Full coverage: Paris Climate Agreement
The United States and China were two of the driving forces behind the approval of significant carbon reductions at last year's Paris Climate Talks. But while China is able to move ahead - President Barack Obama's domestic plan to keep global warming in check is facing legal challenges.
US President Barack Obama says his Clean Air Act comes at a critically important moment in time.
In the next 15 years-the Obama administration is proposing dramatically steering away from the use of coal. And, any new coal burning utility plants - like this one owned by the Southern Company in Kemper, Mississippi, will have to operate without spewing pollutants into the air.
This is a coal gasification plant -which turns high sulfur coal into a synthetic gas.
And -arguably among the most expensive -- Construction at this plant is three years behind schedule, with a price tag of 6.5-billion dollars -- three times the initial cost estimate.
It is also, critics contend - a microcosm of what is wrong with Obama's clean air plan - It is costly, and eliminates jobs recently outlined by Republican opposition Congressman Steve Scalise.
Legal challenges to the President's Environmental Protection Agency climate measure are mounting.
Adherence to the much ballyhooed Paris Agreement - and President Obama's pledge to reduce carbon pollution from power plants by a third, could be in jeopardy.
The legal filings, chiefly from Republican states, and utility giants, contend the president and the EPA overstepped their authority. Eventually the case is expected to make it to the US Supreme Court.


## Your task:
Only the lines from the top of the data through the one with "This screenshot has height=514, width=921." are to be written out, each exactly as it stands.

## Input data:
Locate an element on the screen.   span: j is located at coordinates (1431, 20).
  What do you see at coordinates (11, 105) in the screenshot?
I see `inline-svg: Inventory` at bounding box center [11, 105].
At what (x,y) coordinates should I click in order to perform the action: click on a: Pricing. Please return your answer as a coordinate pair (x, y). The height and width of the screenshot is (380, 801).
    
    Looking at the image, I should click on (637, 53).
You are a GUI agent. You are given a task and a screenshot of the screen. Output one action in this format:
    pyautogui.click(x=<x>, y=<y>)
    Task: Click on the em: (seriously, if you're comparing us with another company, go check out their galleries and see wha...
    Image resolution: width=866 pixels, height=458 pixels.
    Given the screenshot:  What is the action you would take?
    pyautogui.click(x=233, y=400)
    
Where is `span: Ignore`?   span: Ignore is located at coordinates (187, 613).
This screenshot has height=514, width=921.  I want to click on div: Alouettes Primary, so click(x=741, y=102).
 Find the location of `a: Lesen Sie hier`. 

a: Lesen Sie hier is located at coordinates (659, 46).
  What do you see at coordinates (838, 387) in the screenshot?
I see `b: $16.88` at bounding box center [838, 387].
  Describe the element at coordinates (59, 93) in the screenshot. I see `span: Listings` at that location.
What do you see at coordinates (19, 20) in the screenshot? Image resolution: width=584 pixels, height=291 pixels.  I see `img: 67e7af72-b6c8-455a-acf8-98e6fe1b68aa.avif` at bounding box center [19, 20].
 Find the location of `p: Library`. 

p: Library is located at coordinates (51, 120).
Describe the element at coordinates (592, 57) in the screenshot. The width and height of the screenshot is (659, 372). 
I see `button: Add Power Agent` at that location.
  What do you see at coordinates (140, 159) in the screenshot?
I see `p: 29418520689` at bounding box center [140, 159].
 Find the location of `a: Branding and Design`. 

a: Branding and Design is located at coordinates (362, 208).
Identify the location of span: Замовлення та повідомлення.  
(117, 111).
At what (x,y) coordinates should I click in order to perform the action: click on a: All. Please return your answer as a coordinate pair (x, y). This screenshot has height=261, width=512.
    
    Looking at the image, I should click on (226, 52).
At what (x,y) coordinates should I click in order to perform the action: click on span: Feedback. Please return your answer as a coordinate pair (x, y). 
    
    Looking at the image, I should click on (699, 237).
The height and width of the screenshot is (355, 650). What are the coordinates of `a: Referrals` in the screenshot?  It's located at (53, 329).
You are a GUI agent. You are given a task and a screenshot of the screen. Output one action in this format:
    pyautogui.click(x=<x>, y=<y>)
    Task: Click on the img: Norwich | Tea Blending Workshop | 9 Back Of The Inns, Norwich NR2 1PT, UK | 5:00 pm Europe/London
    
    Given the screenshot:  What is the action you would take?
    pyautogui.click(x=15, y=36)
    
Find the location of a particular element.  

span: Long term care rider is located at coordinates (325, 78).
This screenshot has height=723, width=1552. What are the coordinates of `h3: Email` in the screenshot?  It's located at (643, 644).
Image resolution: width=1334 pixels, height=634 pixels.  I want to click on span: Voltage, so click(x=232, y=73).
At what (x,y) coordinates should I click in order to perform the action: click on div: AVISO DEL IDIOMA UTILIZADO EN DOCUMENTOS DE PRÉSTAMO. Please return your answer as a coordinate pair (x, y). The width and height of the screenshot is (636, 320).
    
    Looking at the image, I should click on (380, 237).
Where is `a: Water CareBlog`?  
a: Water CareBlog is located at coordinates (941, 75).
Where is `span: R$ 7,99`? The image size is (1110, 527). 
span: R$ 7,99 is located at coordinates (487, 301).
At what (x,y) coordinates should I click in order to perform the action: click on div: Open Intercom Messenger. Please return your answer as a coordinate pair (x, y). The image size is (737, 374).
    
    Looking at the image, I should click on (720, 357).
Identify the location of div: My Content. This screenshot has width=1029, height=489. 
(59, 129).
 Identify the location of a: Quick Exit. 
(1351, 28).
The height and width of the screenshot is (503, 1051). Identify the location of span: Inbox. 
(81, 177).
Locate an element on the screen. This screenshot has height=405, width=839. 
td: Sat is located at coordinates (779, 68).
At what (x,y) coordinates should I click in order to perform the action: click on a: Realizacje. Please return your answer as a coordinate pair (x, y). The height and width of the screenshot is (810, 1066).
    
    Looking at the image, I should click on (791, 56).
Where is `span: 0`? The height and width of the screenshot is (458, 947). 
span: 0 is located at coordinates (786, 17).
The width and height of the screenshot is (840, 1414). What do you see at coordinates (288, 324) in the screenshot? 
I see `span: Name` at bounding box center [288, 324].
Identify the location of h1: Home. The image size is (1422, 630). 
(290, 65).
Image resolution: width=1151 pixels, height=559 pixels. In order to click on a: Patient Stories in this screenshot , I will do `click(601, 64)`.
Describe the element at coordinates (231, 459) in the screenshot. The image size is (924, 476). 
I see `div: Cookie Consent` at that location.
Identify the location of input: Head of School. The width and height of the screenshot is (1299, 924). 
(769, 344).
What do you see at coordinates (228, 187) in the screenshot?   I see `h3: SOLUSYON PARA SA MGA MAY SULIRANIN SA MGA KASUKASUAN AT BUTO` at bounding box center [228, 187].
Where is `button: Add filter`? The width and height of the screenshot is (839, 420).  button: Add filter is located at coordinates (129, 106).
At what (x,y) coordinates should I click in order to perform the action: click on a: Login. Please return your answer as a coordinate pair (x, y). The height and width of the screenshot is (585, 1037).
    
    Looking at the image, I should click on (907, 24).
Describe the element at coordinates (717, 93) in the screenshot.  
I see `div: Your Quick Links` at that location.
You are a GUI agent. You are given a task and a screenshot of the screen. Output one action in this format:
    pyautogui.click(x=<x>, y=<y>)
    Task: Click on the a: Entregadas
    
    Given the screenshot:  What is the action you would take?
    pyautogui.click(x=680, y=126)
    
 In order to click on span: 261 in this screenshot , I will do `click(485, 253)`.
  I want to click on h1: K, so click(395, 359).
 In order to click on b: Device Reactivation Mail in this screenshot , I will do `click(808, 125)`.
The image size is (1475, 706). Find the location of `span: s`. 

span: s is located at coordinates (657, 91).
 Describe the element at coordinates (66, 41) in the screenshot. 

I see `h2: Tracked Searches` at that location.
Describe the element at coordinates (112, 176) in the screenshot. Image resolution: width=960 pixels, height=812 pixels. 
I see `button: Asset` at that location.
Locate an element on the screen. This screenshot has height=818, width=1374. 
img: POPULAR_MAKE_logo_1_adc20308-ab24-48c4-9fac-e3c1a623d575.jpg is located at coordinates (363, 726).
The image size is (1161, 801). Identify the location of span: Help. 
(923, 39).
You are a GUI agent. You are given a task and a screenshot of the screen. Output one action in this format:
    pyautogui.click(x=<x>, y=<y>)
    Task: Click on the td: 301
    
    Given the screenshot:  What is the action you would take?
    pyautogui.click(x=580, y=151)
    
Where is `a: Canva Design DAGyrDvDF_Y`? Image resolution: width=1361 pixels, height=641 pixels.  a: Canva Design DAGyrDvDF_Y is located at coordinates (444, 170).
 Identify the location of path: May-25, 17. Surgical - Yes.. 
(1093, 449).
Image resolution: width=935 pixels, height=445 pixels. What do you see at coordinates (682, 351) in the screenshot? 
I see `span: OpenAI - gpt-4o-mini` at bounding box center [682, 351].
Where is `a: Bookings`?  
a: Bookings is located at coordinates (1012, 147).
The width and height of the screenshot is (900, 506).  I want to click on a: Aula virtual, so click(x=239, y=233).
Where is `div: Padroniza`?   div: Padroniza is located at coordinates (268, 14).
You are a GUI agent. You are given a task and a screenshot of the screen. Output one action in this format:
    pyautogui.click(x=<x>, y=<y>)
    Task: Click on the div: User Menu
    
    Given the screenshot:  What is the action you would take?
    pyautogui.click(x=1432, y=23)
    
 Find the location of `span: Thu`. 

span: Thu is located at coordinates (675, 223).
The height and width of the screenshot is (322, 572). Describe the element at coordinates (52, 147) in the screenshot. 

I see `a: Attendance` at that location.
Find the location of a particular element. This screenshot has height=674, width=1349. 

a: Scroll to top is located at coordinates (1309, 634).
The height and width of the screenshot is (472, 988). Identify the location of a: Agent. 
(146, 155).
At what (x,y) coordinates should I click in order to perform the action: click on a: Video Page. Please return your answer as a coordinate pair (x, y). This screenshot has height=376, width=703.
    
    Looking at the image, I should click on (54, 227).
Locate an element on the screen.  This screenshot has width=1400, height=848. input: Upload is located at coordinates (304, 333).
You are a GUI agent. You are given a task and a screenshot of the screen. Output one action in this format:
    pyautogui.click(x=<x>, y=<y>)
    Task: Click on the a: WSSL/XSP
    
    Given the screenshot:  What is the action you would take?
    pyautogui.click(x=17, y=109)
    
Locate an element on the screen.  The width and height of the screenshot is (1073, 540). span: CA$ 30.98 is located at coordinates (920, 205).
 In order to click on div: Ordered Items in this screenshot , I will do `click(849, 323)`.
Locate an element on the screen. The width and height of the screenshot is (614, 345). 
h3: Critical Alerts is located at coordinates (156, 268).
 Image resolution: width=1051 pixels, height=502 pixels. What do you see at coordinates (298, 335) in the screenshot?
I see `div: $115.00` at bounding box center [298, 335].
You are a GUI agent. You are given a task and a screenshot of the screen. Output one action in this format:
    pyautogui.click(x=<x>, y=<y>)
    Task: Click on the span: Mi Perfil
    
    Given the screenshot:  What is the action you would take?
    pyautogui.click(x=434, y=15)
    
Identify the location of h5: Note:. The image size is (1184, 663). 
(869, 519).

## Output below:
Locate an element on the screen.   span: j is located at coordinates (1431, 20).
  What do you see at coordinates (11, 105) in the screenshot?
I see `inline-svg: Inventory` at bounding box center [11, 105].
At what (x,y) coordinates should I click in order to perform the action: click on a: Pricing. Please return your answer as a coordinate pair (x, y). The height and width of the screenshot is (380, 801).
    
    Looking at the image, I should click on (637, 53).
You are a GUI agent. You are given a task and a screenshot of the screen. Output one action in this format:
    pyautogui.click(x=<x>, y=<y>)
    Task: Click on the em: (seriously, if you're comparing us with another company, go check out their galleries and see wha...
    Image resolution: width=866 pixels, height=458 pixels.
    Given the screenshot:  What is the action you would take?
    pyautogui.click(x=233, y=400)
    
Where is `span: Ignore`?   span: Ignore is located at coordinates (187, 613).
This screenshot has height=514, width=921.  I want to click on div: Alouettes Primary, so click(x=741, y=102).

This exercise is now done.